June 06, 2018 09:22 IST

'There are always 60 million people who believe they can do better than either.'

IMAGE: French President Emmanuel Macron shakes hands with staff members of the French national soccer team during a meeting at France's training camp in Clairefontaine, near Paris. Photographs: Francois Mori/Pool via Reuters

French President Emmanuel Macron oozes self-confidence, has outwitted his opponents and shrugs off public criticism, but there's one other high-pressure job even he doesn't like the look of: coach of the national soccer team.

 

"There are always 60 million people who believe they can do better than either," Macron quipped to journalists before lunching with the French squad at their training camp.

"That's why I'd never look to be the team coach," he laughed.

The presidential visit to Clairefontaine ahead of a World Cup has become a ritual for French leaders ever since Jacques Chirac visited the squad in the run-up to the 1998 tournament.

France went on to triumph on home soil and Chirac's popularity soared - just the tonic Macron might be wishing for with his own ratings after a year in power hurting from a raft of economic and social reforms that have earned him the tag "president of the rich" among left-wing voters.

Macron, a fan of southern France's Olympique Marseille, told the young squad the nation was behind them as they head to Russia for the biggest event of the global football calendar, which opens in mid-June.

"You are all huge stars," Macron told the players, among them Paul Pogba, Olivier Giroud and Kylian Mbappe. "The French team has shone when it is united.
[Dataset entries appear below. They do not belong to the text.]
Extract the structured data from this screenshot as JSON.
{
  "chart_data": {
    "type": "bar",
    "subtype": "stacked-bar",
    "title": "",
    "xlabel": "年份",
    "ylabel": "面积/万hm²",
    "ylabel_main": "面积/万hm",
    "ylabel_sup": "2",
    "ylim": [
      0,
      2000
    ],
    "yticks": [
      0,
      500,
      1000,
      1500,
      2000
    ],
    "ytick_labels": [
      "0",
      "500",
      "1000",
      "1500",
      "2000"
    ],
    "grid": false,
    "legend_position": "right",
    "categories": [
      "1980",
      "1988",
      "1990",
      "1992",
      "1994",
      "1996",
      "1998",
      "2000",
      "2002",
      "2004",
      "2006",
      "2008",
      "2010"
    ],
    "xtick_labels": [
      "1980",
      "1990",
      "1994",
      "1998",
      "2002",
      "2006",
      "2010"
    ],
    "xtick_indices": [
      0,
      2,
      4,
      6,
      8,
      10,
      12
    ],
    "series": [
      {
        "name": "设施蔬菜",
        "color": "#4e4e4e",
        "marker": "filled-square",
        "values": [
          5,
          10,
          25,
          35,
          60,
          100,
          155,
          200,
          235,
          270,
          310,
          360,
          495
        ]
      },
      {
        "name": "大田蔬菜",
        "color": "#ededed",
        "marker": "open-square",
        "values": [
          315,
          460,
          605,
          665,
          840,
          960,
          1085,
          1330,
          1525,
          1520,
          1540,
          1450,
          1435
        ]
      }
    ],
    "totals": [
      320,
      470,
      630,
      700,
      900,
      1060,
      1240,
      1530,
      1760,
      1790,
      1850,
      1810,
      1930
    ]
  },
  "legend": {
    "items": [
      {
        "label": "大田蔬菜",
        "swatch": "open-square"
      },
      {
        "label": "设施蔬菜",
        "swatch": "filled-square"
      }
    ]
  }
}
But when egos have emerged, when there have been rifts, it didn't work out so well."

France was humiliated in South Africa in 2010, when a meltdown in the dressing room left the team rooted to the bottom of its group and admonished by then president Nicolas Sarkozy.
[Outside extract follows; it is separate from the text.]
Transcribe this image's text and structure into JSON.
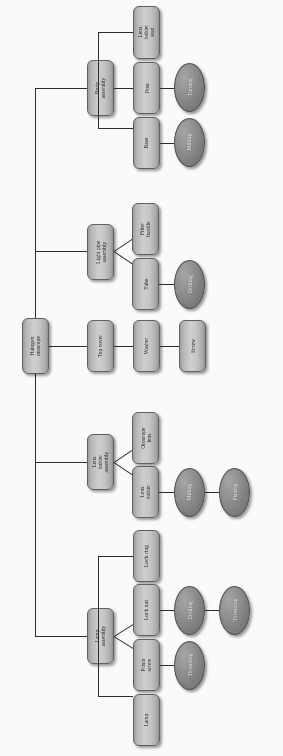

Macron has defied calls from rights groups to boycott this summer's World Cup because of Moscow's involvement in Syria's civil war, and told the team he would be in the stands for the final stages of the tournament to spur them on.

"I said I would come to see you when you got through the quarter final. Note that I said 'when' and not 'if'," he told players, flanked by his wife Brigitte and coach Didier Deschamps.